Publication | Closed Access
The Business School ‘Business’: Some Lessons from the US Experience*
525
Citations
34
References
2004
Year
Business CultureWork-integrated LearningEducationSchool OrganizationEntrepreneurshipManagementEducational AdministrationBusiness AdministrationUs Business SchoolsEducational LeadershipBusiness LeadershipStrategic ManagementProfessional EthosResponsible Management EducationManagement EducationBusiness HistoryBusinessCareer EducationBusiness School Landscape
US business schools dominate the MBA landscape, prompting emulation worldwide, yet they suffer problems rooted in a career‑enhancing, salary‑driven value proposition rather than a professional ethos. The study documents these problems and shows they arise from a market‑like orientation to education coupled with an absence of a professional ethos. The authors analyze the US business school model, linking the identified issues to its market orientation and lack of professional ethos.
abstract US business schools dominate the business school landscape, particularly for the MBA degree. This fact has caused schools in other countries to imitate the US schools as a model for business education. But US business schools face a number of problems, many of them a result of offering a value proposition that primarily emphasizes the career‐enhancing, salary‐increasing aspects of business education as contrasted with the idea of organizational management as a profession to be pursued out of a sense of intrinsic interest or even service. We document some of the problems confronting US business schools and show how many of these arise from a combination of a market‐like orientation to education coupled with an absence of a professional ethos. In this tale, there are some lessons for educational organizations both in the US and elsewhere that are interested in learning from the US experience.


_Required action_. Write the entries below out again without a single difference.

_Extracted information_.

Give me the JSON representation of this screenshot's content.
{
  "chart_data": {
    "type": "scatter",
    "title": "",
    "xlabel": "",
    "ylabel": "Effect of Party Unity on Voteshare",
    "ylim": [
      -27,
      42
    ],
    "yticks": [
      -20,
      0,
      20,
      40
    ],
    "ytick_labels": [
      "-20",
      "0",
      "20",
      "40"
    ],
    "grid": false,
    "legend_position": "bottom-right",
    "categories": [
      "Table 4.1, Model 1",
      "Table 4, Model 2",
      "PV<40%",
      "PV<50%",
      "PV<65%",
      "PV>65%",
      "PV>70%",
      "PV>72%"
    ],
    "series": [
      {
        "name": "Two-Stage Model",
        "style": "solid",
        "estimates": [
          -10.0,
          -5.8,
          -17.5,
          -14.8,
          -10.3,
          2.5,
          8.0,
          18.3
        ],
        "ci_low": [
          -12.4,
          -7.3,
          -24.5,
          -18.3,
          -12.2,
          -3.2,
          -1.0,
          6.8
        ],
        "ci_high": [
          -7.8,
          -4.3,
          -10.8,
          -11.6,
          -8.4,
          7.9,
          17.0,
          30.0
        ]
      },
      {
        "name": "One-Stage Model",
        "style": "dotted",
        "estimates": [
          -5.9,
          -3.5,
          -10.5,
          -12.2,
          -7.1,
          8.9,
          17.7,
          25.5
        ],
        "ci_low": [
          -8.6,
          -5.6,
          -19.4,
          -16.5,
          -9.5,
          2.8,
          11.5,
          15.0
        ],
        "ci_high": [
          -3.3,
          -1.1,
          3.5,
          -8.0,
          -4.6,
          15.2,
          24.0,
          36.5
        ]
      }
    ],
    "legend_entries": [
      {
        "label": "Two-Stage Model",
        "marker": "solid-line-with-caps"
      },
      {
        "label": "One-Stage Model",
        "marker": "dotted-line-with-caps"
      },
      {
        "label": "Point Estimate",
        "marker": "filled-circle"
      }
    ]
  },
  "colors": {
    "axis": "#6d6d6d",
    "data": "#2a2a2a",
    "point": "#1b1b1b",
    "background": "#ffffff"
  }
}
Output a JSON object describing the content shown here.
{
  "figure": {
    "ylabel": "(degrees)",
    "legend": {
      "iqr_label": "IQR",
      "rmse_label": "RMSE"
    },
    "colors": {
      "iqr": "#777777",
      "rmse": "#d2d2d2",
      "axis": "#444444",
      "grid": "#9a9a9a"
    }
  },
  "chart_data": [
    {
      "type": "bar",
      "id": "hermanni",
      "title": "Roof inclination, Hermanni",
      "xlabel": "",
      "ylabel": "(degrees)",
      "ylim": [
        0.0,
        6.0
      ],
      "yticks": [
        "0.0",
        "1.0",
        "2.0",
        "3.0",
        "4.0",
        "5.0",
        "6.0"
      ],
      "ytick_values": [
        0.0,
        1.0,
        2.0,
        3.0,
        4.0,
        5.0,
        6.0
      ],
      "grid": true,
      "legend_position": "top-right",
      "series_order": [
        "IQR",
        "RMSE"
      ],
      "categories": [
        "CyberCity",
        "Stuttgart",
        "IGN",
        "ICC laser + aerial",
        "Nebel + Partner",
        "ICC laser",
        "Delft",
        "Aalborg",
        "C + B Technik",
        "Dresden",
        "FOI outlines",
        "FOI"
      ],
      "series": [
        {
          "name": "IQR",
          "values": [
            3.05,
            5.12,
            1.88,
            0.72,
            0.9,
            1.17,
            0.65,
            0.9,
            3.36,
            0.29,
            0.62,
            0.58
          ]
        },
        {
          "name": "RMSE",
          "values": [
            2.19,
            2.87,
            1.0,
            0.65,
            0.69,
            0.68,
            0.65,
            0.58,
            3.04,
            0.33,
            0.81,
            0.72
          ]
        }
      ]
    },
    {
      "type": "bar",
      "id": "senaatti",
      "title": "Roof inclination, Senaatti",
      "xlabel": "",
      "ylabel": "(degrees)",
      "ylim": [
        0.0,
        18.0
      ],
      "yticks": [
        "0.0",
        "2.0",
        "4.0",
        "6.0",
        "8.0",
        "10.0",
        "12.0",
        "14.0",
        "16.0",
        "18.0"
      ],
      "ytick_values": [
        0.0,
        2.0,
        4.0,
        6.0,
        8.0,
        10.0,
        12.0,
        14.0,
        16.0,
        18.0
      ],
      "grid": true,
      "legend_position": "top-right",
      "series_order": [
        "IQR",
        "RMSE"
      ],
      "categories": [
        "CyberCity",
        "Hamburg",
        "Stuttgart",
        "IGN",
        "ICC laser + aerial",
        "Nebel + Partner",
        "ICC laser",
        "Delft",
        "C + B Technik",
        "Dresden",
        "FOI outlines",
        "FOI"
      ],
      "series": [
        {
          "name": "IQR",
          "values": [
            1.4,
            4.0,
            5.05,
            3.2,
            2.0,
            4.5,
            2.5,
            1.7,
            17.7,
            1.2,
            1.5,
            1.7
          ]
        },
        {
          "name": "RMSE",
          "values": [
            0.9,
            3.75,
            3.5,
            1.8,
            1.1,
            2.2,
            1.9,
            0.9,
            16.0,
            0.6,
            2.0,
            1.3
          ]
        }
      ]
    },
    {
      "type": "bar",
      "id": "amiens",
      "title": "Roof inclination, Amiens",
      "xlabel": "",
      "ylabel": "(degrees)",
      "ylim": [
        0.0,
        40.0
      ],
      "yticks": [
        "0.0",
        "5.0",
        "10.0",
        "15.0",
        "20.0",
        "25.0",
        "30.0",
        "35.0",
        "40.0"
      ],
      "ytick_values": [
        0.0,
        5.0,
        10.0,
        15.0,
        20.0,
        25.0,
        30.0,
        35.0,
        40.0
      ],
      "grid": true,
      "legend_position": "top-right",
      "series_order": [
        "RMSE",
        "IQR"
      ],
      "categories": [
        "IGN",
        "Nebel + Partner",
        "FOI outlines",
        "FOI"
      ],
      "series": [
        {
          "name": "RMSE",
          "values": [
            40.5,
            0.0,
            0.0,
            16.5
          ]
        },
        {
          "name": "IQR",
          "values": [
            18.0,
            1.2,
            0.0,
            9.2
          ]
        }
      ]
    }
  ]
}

_Response area_.
Give me the JSON representation of this screenshot's content.
{
  "chart_data": {
    "type": "scatter",
    "title": "",
    "xlabel": "",
    "ylabel": "Effect of Party Unity on Voteshare",
    "ylim": [
      -27,
      42
    ],
    "yticks": [
      -20,
      0,
      20,
      40
    ],
    "ytick_labels": [
      "-20",
      "0",
      "20",
      "40"
    ],
    "grid": false,
    "legend_position": "bottom-right",
    "categories": [
      "Table 4.1, Model 1",
      "Table 4, Model 2",
      "PV<40%",
      "PV<50%",
      "PV<65%",
      "PV>65%",
      "PV>70%",
      "PV>72%"
    ],
    "series": [
      {
        "name": "Two-Stage Model",
        "style": "solid",
        "estimates": [
          -10.0,
          -5.8,
          -17.5,
          -14.8,
          -10.3,
          2.5,
          8.0,
          18.3
        ],
        "ci_low": [
          -12.4,
          -7.3,
          -24.5,
          -18.3,
          -12.2,
          -3.2,
          -1.0,
          6.8
        ],
        "ci_high": [
          -7.8,
          -4.3,
          -10.8,
          -11.6,
          -8.4,
          7.9,
          17.0,
          30.0
        ]
      },
      {
        "name": "One-Stage Model",
        "style": "dotted",
        "estimates": [
          -5.9,
          -3.5,
          -10.5,
          -12.2,
          -7.1,
          8.9,
          17.7,
          25.5
        ],
        "ci_low": [
          -8.6,
          -5.6,
          -19.4,
          -16.5,
          -9.5,
          2.8,
          11.5,
          15.0
        ],
        "ci_high": [
          -3.3,
          -1.1,
          3.5,
          -8.0,
          -4.6,
          15.2,
          24.0,
          36.5
        ]
      }
    ],
    "legend_entries": [
      {
        "label": "Two-Stage Model",
        "marker": "solid-line-with-caps"
      },
      {
        "label": "One-Stage Model",
        "marker": "dotted-line-with-caps"
      },
      {
        "label": "Point Estimate",
        "marker": "filled-circle"
      }
    ]
  },
  "colors": {
    "axis": "#6d6d6d",
    "data": "#2a2a2a",
    "point": "#1b1b1b",
    "background": "#ffffff"
  }
}
Output a JSON object describing the content shown here.
{
  "figure": {
    "ylabel": "(degrees)",
    "legend": {
      "iqr_label": "IQR",
      "rmse_label": "RMSE"
    },
    "colors": {
      "iqr": "#777777",
      "rmse": "#d2d2d2",
      "axis": "#444444",
      "grid": "#9a9a9a"
    }
  },
  "chart_data": [
    {
      "type": "bar",
      "id": "hermanni",
      "title": "Roof inclination, Hermanni",
      "xlabel": "",
      "ylabel": "(degrees)",
      "ylim": [
        0.0,
        6.0
      ],
      "yticks": [
        "0.0",
        "1.0",
        "2.0",
        "3.0",
        "4.0",
        "5.0",
        "6.0"
      ],
      "ytick_values": [
        0.0,
        1.0,
        2.0,
        3.0,
        4.0,
        5.0,
        6.0
      ],
      "grid": true,
      "legend_position": "top-right",
      "series_order": [
        "IQR",
        "RMSE"
      ],
      "categories": [
        "CyberCity",
        "Stuttgart",
        "IGN",
        "ICC laser + aerial",
        "Nebel + Partner",
        "ICC laser",
        "Delft",
        "Aalborg",
        "C + B Technik",
        "Dresden",
        "FOI outlines",
        "FOI"
      ],
      "series": [
        {
          "name": "IQR",
          "values": [
            3.05,
            5.12,
            1.88,
            0.72,
            0.9,
            1.17,
            0.65,
            0.9,
            3.36,
            0.29,
            0.62,
            0.58
          ]
        },
        {
          "name": "RMSE",
          "values": [
            2.19,
            2.87,
            1.0,
            0.65,
            0.69,
            0.68,
            0.65,
            0.58,
            3.04,
            0.33,
            0.81,
            0.72
          ]
        }
      ]
    },
    {
      "type": "bar",
      "id": "senaatti",
      "title": "Roof inclination, Senaatti",
      "xlabel": "",
      "ylabel": "(degrees)",
      "ylim": [
        0.0,
        18.0
      ],
      "yticks": [
        "0.0",
        "2.0",
        "4.0",
        "6.0",
        "8.0",
        "10.0",
        "12.0",
        "14.0",
        "16.0",
        "18.0"
      ],
      "ytick_values": [
        0.0,
        2.0,
        4.0,
        6.0,
        8.0,
        10.0,
        12.0,
        14.0,
        16.0,
        18.0
      ],
      "grid": true,
      "legend_position": "top-right",
      "series_order": [
        "IQR",
        "RMSE"
      ],
      "categories": [
        "CyberCity",
        "Hamburg",
        "Stuttgart",
        "IGN",
        "ICC laser + aerial",
        "Nebel + Partner",
        "ICC laser",
        "Delft",
        "C + B Technik",
        "Dresden",
        "FOI outlines",
        "FOI"
      ],
      "series": [
        {
          "name": "IQR",
          "values": [
            1.4,
            4.0,
            5.05,
            3.2,
            2.0,
            4.5,
            2.5,
            1.7,
            17.7,
            1.2,
            1.5,
            1.7
          ]
        },
        {
          "name": "RMSE",
          "values": [
            0.9,
            3.75,
            3.5,
            1.8,
            1.1,
            2.2,
            1.9,
            0.9,
            16.0,
            0.6,
            2.0,
            1.3
          ]
        }
      ]
    },
    {
      "type": "bar",
      "id": "amiens",
      "title": "Roof inclination, Amiens",
      "xlabel": "",
      "ylabel": "(degrees)",
      "ylim": [
        0.0,
        40.0
      ],
      "yticks": [
        "0.0",
        "5.0",
        "10.0",
        "15.0",
        "20.0",
        "25.0",
        "30.0",
        "35.0",
        "40.0"
      ],
      "ytick_values": [
        0.0,
        5.0,
        10.0,
        15.0,
        20.0,
        25.0,
        30.0,
        35.0,
        40.0
      ],
      "grid": true,
      "legend_position": "top-right",
      "series_order": [
        "RMSE",
        "IQR"
      ],
      "categories": [
        "IGN",
        "Nebel + Partner",
        "FOI outlines",
        "FOI"
      ],
      "series": [
        {
          "name": "RMSE",
          "values": [
            40.5,
            0.0,
            0.0,
            16.5
          ]
        },
        {
          "name": "IQR",
          "values": [
            18.0,
            1.2,
            0.0,
            9.2
          ]
        }
      ]
    }
  ]
}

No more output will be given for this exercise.